Yeah, Ivan’s right that it breaks Nuke’s scanline request system by 
bottlenecking the tree at the Average node until all upstream scanlines have 
been calculated. However, the benefits of having a "set it and forget it" 
solution in the situation we were dealing with made it worth it. Plus, you can 
always precomp or cache immediately after your average operation.

-Nathan



From: Ivan Busquets 
Sent: Thursday, September 01, 2011 11:36 AM
To: Nuke Python discussion 
Subject: Re: [Nuke-python] quickly average non-zero pixels?

  I'm sure The Foundry have their reasons for not adding one before now though, 
and I'd be curious to hear them. It could always be something as simple as no 
one really asking for it, though I suspect that's not the case.


Can't say for sure, but I assume one of the reasons could be that this is the 
kind of tool that would make a script slow. As you said you're doing in your 
plugin, you need to lock a thread first, read the whole input to average all 
pixels together, and then use the results as you wish.

This breaks the nice scanline-by-scanline processing you get out of most tools, 
so at that point in the tree the whole image would need to be calculated before 
you see any further updates. I imagine the cases where you really need this to 
happen "live" are not that many, and usually analysing the whole sequence with 
a CurveTool ends up paying off cause you're hit once with the analysis process, 
but don't get the time penalty of it happening "live" in your script.

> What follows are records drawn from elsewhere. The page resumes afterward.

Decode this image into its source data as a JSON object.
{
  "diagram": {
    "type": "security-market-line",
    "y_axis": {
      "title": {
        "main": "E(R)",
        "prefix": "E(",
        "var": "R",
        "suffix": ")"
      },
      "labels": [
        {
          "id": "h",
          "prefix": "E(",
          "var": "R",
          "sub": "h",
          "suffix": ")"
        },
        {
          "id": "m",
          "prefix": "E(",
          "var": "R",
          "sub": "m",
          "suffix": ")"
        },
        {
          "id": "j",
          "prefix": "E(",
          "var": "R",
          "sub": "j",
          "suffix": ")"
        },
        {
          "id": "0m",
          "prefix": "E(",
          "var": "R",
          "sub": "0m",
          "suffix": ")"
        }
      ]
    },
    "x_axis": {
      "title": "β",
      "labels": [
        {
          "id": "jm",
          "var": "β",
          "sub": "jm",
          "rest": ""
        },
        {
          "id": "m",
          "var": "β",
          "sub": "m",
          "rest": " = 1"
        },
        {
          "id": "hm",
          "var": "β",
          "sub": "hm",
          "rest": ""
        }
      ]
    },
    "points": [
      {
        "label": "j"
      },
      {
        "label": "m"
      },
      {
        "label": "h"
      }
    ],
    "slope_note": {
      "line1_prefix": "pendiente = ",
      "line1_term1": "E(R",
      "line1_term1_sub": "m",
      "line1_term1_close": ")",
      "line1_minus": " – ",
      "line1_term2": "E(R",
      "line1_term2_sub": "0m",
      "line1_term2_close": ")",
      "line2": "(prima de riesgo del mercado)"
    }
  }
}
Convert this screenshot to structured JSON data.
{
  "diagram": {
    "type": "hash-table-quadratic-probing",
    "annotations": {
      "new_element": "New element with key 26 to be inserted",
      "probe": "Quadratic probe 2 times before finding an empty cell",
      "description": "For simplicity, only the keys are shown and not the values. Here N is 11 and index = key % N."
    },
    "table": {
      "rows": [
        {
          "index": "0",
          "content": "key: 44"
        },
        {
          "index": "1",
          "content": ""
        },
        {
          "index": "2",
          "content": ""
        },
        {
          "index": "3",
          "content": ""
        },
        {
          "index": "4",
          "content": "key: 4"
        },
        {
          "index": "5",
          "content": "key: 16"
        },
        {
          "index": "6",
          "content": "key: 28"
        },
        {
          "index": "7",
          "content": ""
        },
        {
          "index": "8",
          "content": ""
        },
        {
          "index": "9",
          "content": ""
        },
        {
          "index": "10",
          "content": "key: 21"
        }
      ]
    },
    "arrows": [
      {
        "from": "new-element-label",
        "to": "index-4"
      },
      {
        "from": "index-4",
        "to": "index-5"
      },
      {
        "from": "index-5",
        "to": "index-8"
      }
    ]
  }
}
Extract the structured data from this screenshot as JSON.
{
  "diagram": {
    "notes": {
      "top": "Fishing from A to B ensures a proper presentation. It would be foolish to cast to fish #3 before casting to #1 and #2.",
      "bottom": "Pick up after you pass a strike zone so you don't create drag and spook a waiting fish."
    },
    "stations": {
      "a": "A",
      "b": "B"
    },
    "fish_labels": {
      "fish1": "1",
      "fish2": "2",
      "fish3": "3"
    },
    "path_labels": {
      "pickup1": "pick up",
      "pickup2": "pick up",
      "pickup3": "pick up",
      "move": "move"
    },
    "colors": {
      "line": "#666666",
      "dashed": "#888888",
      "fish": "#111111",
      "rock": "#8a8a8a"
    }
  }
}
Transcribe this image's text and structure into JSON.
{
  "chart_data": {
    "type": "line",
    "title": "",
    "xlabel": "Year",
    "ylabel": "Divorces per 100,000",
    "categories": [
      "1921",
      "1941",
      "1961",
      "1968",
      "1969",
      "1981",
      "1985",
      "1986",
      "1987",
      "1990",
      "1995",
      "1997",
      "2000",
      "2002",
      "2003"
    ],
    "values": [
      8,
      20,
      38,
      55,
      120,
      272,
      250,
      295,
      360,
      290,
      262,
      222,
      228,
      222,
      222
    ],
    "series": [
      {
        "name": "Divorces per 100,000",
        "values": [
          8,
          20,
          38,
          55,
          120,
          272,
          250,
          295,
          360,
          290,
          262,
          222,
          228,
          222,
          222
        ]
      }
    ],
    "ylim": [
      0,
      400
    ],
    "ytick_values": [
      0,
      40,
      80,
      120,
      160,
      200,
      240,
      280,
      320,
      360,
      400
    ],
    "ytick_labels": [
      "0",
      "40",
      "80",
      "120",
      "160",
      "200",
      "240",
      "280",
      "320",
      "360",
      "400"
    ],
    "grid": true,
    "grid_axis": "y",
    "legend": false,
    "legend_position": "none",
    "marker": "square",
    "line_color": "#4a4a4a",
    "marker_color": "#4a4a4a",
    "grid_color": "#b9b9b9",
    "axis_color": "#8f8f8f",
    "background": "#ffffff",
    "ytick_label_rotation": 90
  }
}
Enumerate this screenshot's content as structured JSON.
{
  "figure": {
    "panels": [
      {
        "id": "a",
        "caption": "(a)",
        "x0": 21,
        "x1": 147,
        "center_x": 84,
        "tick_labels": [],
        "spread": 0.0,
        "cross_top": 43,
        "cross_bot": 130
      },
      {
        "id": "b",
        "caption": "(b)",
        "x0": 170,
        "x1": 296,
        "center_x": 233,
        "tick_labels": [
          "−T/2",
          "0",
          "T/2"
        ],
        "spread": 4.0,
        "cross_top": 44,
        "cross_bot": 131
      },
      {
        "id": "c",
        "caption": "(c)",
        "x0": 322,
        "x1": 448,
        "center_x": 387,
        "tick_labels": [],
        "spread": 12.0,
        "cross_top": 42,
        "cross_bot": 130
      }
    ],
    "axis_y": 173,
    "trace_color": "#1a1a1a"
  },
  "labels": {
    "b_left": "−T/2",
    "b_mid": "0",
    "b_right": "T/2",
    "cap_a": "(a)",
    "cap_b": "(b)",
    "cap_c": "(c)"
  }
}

However, I agree it would be nice to have a "live" sampling tool by default, 
even if it comes with a big note about its implications in performance.

As a workaround, I usually use the same technique Hugh mentioned above. Make 
sure your image has an alpha relevant to the pixels you want to analyse, blur 
the hell out of it, and unpremult.

Just my 2 cents
Ivan


On Thu, Sep 1, 2011 at 8:30 AM, Nathan Rusch <[email protected]> wrote:

  Lev Kolobov wrote:

    I'm actually surprised too, because you can drag select area in viewer and 
will give you an average instantly. How does it work? Why the average tool is 
so complicated to do.



  The way I ended up doing it involved some work with thread locking and 
switching between single- and multi-threaded engine calls, but it was still 
fairly basic to implement. I'm sure The Foundry have their reasons for not 
adding one before now though, and I'd be curious to hear them. It could always 
be something as simple as no one really asking for it, though I suspect that's 
not the case. 


  Oliver Jezequel wrote:

    doesn't it what the curveTool node is doing already ??? have you tried that 
?
    it return you the average of your ROI in the pict.



  As far as my plugin goes, I believe it will output the same values as the 
CurveTool (thanks for reminding me though; I'll test that when I get in this 
morning). However, instead of outputting them to a knob, they end up in the 
image channels. The main reason I wrote it is to avoid having to execute a node 
every time I wanted the values recalculated. We were doing some tests of 2D HDR 
lighting of facial capture scans and needed a way to dynamically average the 
different HDR lookup samples to be multiplied against other color data.